Segment Start: Raw data
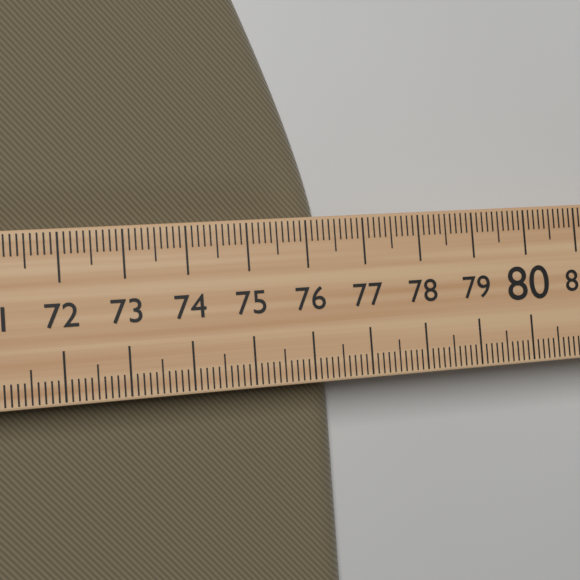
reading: 76.4 (no unit)
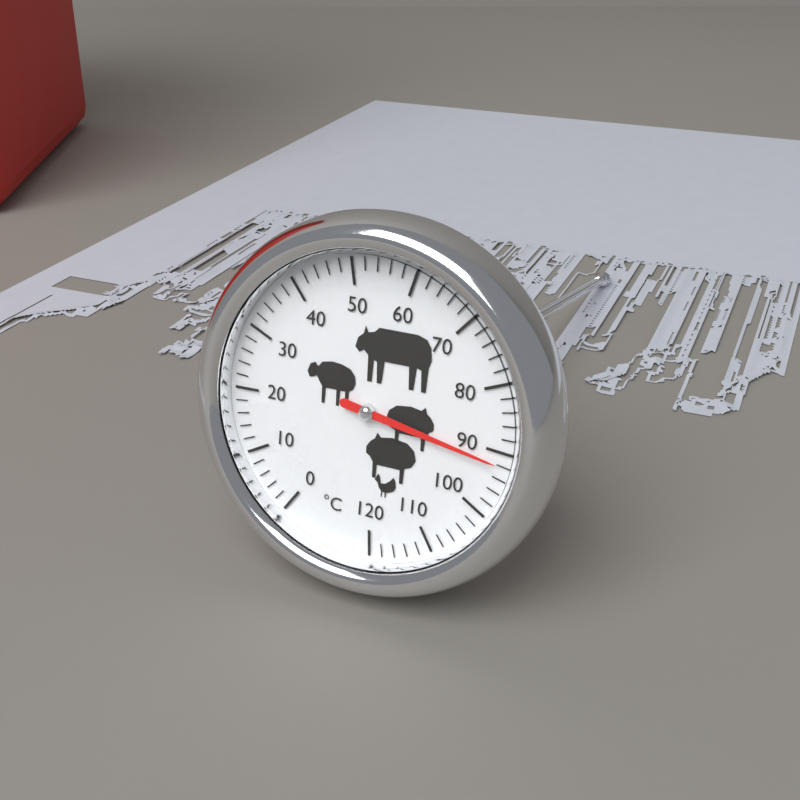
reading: 92 °C
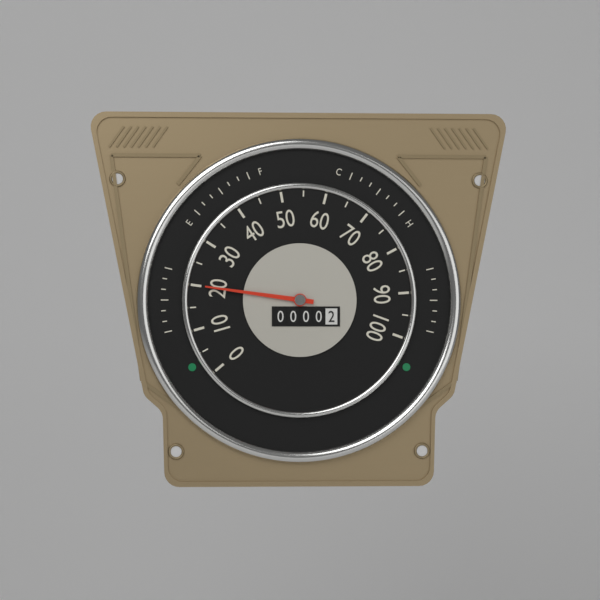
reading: 20 (no unit)
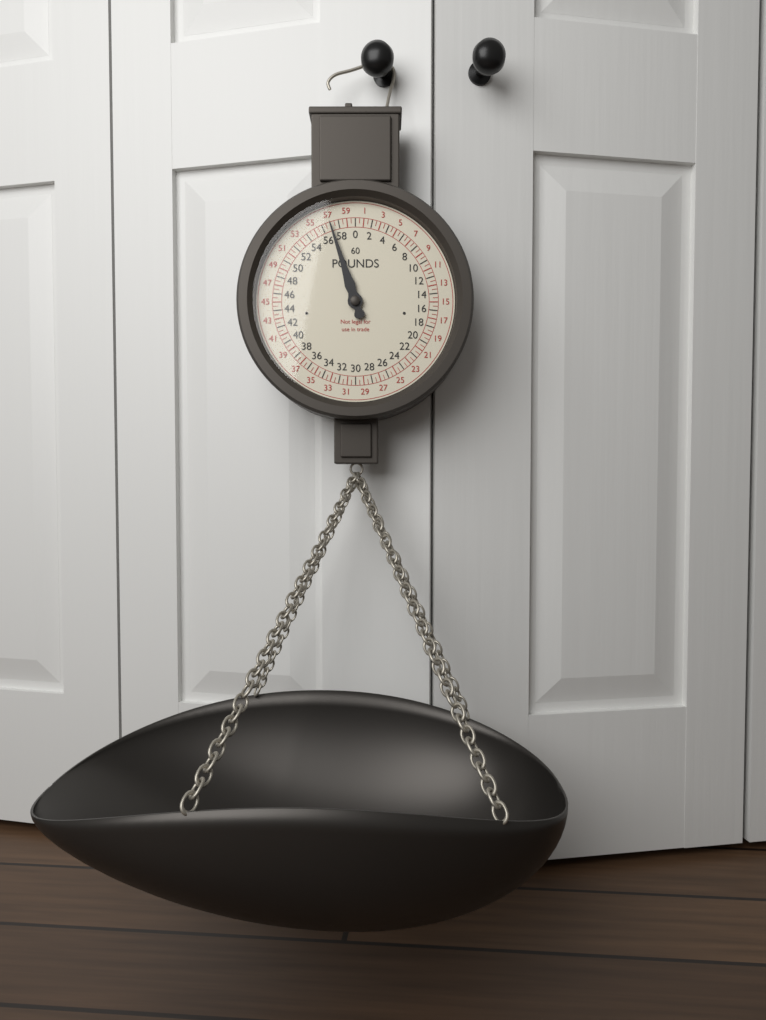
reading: 57.0 lb
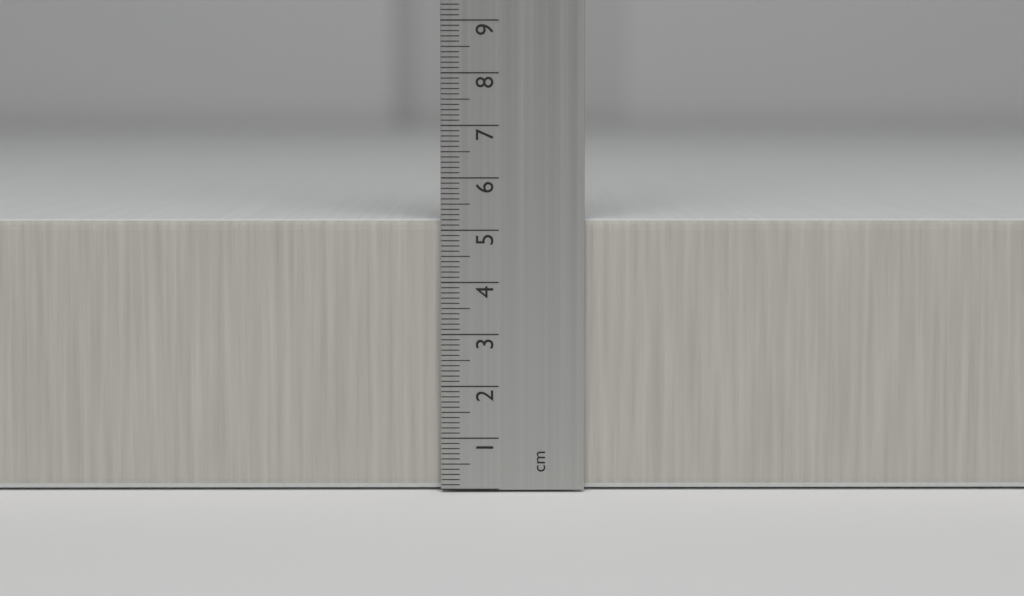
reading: 5.2 cm
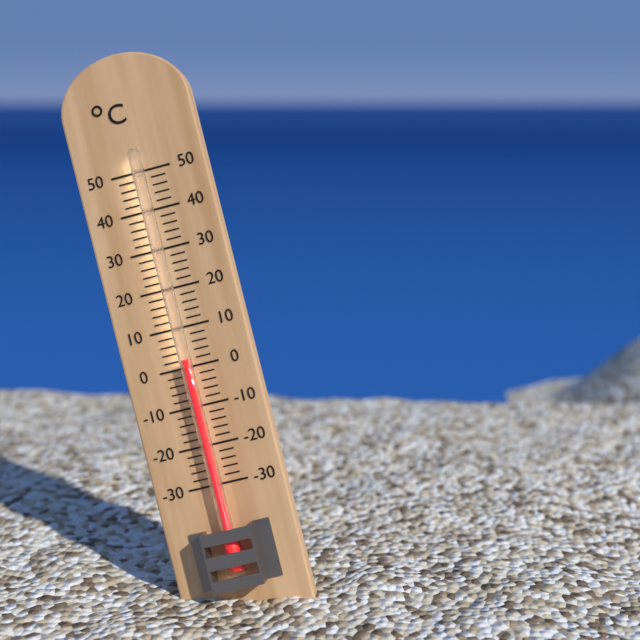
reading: 2 °C
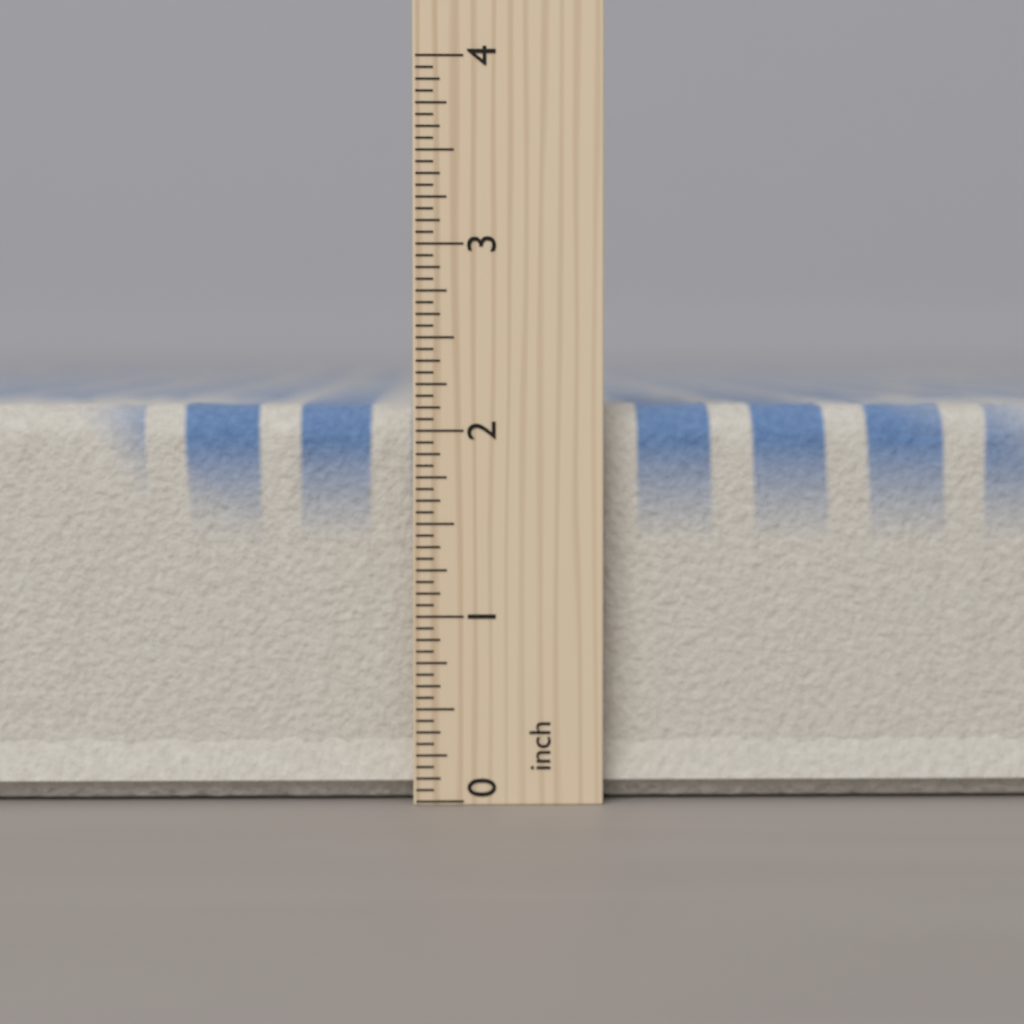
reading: 2.2500 inch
Segment End: Raw data
Exercise requirements
Your job is to copy every entry exactly. Omit the pictures.

Your response
reading: 76.4 (no unit)
reading: 92 °C
reading: 20 (no unit)
reading: 57.0 lb
reading: 5.2 cm
reading: 2 °C
reading: 2.2500 inch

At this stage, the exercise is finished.